"May the best chip – or chips – win."
Fascinating developments. Those who have recently been proclaiming the death of Moore's Law may have to think again.
Samsung has announced that it has begun volume production of what it characterizes as "the industry's first" vertically stacked NAND flash-memory chip. Samsung's mass-produced 3D vertical NAND (V-NAND) chip Behold the industry's first mass-produced three-dimensional NAND flash chip (click to enlarge) "Following the world's …
Moore's law still doesn't apply, the feature size hasn't reduced they've just stacked more wafers in a single chip.
Any cost saving from doing this is down to fewer parts to be soldered which, as it's all automated, is naff all.
I'm not sure what the point is. It's not like flash drives are short on real-estate. I for phones there's a gain in having a single chip. So it's not that exciting a development.

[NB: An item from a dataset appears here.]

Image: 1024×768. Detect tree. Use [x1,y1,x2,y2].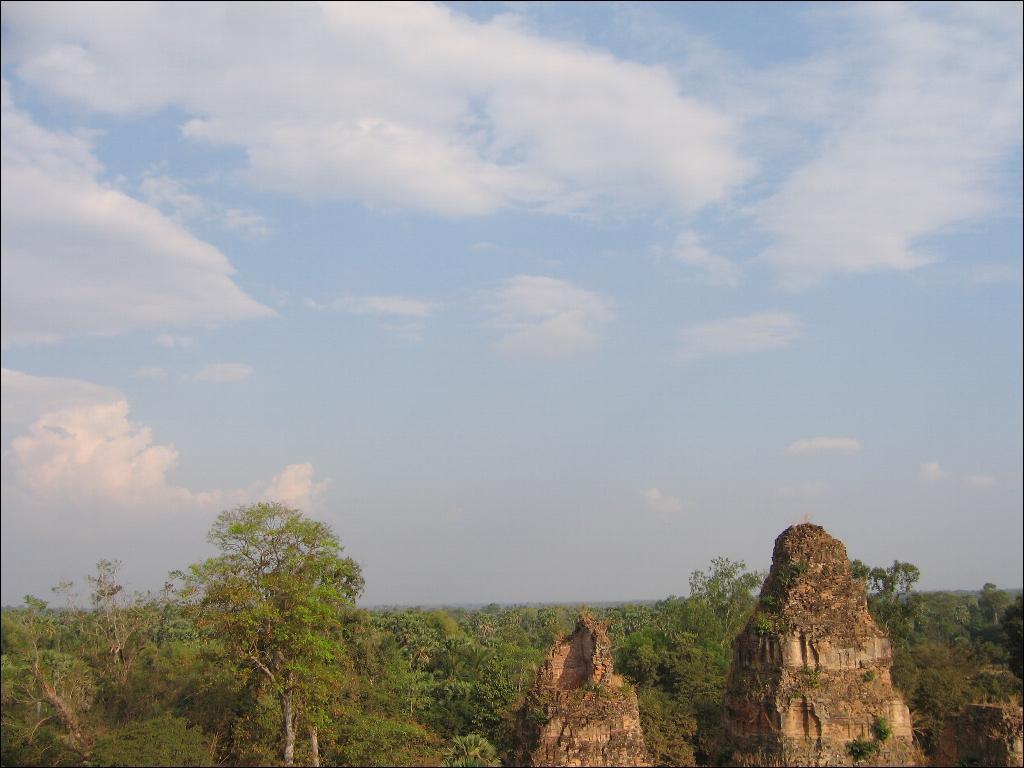
[57,563,151,699].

Actually the 18 month time frame was a different Intel CEO predicting that chip performance would double due to more, faster transistors.

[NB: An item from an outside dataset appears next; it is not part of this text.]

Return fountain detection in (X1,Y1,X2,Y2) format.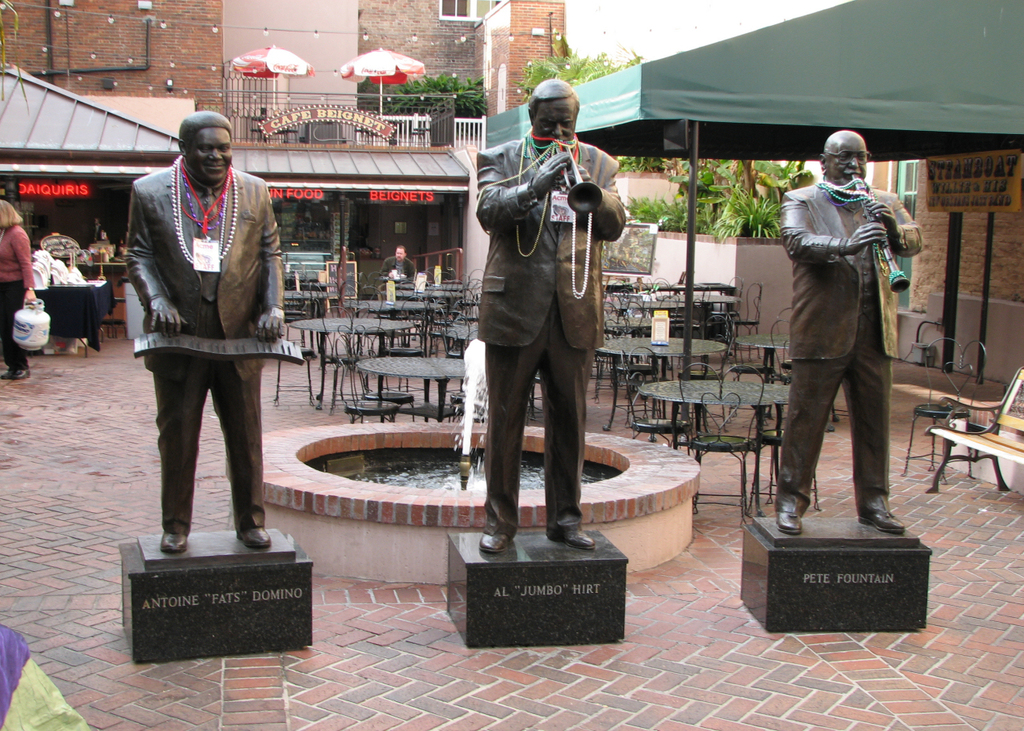
(231,278,588,575).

Moore's law was an observation that the number of components on integrated circuits had double every year since . . [a date I cant remember] until [another date I can't remember] and would continue to do so for [a period that I don't recall but is somewhere between 10 and 20 years].
Assuming you're serious ...
That's a development or presentation DIL (dual in line) package. The window allows you to "see" the die.

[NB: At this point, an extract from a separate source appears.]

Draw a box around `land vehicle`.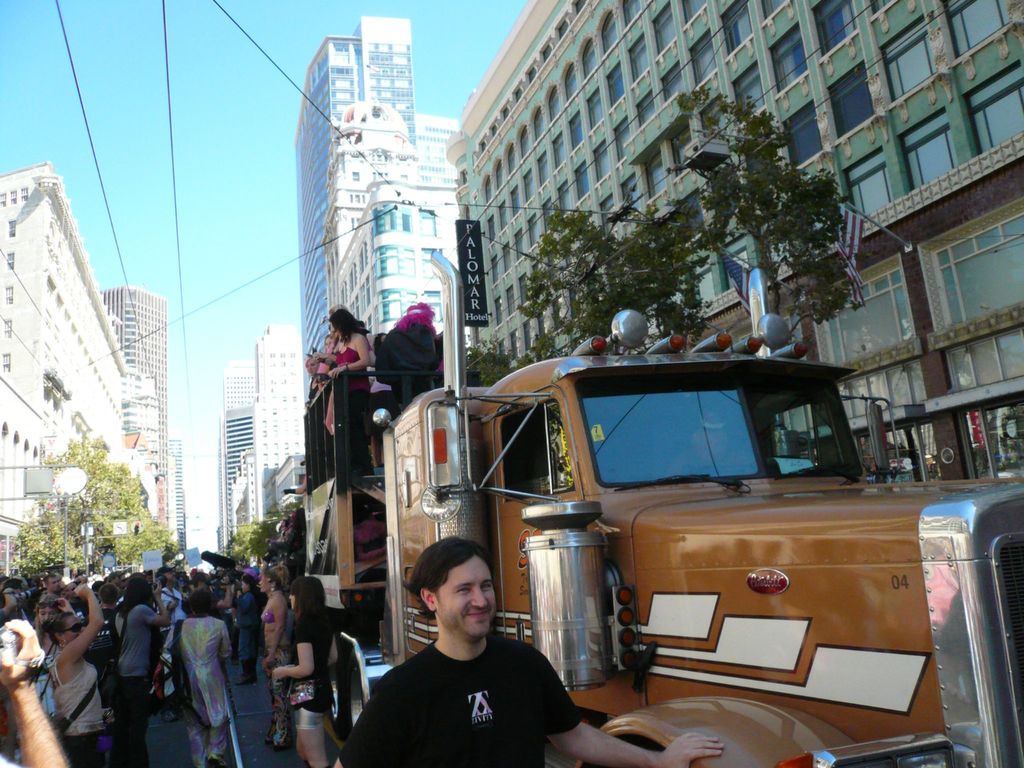
rect(368, 365, 972, 744).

Back in the 70s chips actually looked like that, of course, but these days chips are packaged in much smaller devices - like the ones at the top of the page - where the gap from contact to contact is approx 0.5mm instead of 2.54mm in the DIL package.
The main use for windowed packages like this in years gone by was to allow you to UV erase EPROM before EEPROM and flash came along (these are electrically erasable, so no need for a UV eraser).
"That's a development or presentation DIL (dual in line) package. The window allows you to "see" the die."
I was totally correct then (apart from exact terminology). I do remember UV EPROMs and sticking thick black tape on top after they'd been programmed, 'just in case'.
It’s not even a “prototype marketing” package its just something the graphic designer has created to look nice.
The clue is complete absence of bonding wires – between die and package – and from the die in BGA packages I have cut apart the connection points are in fact on the reverse side of the die making it impossible to mount in a ceramic dip package.
...is how the new devices differ from existing technologies in terms of write durability. Samsung talk about reliability, but this could equally well refer to whole-device failure: they make no assertions about the mean time before failure per cell based on number of write/erase cycles, and this raises my suspicions.